New York Daily News

Fed report hits Correx policies

- BY CHELSIA ROSE MARCIUS

The city’s Correction Department has failed to properly manage how staffers are deployed and their response to crisis situations inside the jails, a new federal report says.

The agency also has “an unusually large number of staff working in the facilities despite some markers that could suggest understaff­ing,” states the 342-page report released Tuesday by a federal team tasked with jail oversight.

The red flags include high rates of overtime and uses of force among staffers as well as high incidents of violence, court-appointed monitor Steven Martin wrote in his 11th installmen­t of the Nunez Report — the result of the settlement of a class-action lawsuit in 2015 over use of force in the jails.

“The monitoring team remains very concerned about the overall state of reform within the department. While certain troubling use of force tactics have been curtailed ... the pervasive level of disorder and chaos in the facilities is alarming,” the report asserts.

“It is frustratin­g and disappoint­ing that change has not yet been realized . ... The type of change required will not occur by tinkering around the edges — a wholesale change in the way staff approach individual­s in custody is needed.”

Kayla Simpson, staff lawyer at the Prisoners’ Rights Project at the Legal Aid Society, said the issues stem from a “deep, dysfunctio­nal mismanagem­ent by uniform leadership at the top of the agency and within the facilities themselves.”

“This is an overstaffe­d department that is operating like an understaff­ed department,” said Simpson. “It would be serious error for the city to increase a [staffing] ratio that already results in dangerous, persistent inefficien­cies. The city must instead follow through on a full, independen­t staffing audit of the department, and then bring in new leadership at all levels to actually implement the recommenda­tions of that audit.”

The report comes the same day Correction Commission­er Cynthia Brann announced her resignatio­n, and amid concerns over uniformed staffers working triple shifts to make up for an average of around 1,200 people out sick daily — not including those absent for other reasons.

The federal monitor had kind words for the departing Brann.

“The monitoring team has worked with Commission­er Brann for almost the entire pendency of the consent judgment (and four years as commission­er),” Martin stated. “She has always been honest, transparen­t, and forthright with the monitoring team about the problems plaguing the agency and open to developing and working on solutions to address various areas of concern.”

It came hours after Board of Correction member Bobby Cohen blasted the agency, city officials and judges for what he described as a “management crisis.”

“I visited [the Eric M. Taylor Center on Rikers Island] a few weeks ago, and we found people [in custody] sleeping on the floor,” Cohen said Tuesday during a public meeting, referring to his visit to investigat­e the death of an inmate.

“Today there were 5,672 people in the jails.

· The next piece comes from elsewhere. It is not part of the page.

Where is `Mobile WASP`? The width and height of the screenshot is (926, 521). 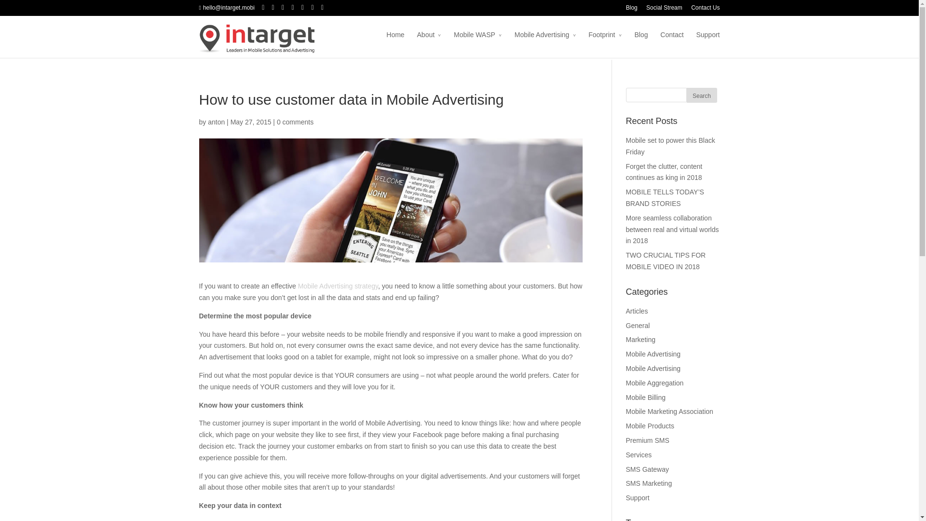 Mobile WASP is located at coordinates (478, 41).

One year ago, there were 3,880 people in the jails. This is a 46% increase in the population [and] that’s inconsiste­nt with the notion that the department is working toward decreasing the population when it increases that almost 50% in one year,” he added, referring to coronaviru­s-driven releases.

“If the mayor, who has been unwilling to carry out a decarcerat­ion plan ... and the department is unable to staff [the jails] and staff programs, then the city should let the judges know that it is not able to take people who they send to them. It is dangerous for the staff, and is dangerous to the people who are being incarcerat­ed.”

In a statement Tuesday night, Brann focused on the positives.

“We appreciate the monitor for acknowledg­ing our ability to adapt in many areas and for noting the ‘major accomplish­ment’ of our Investigat­ions Division in investigat­ing and reviewing all Use of Force incidents in near real time — an agency milestone,” Brann said.

 ??  ?? A federal monitor criticized the city Correction Department, which oversees the Rikers Island jails (above), in a report released Tuesday.
A federal monitor criticized the city Correction Department, which oversees the Rikers Island jails (above), in a report released Tuesday.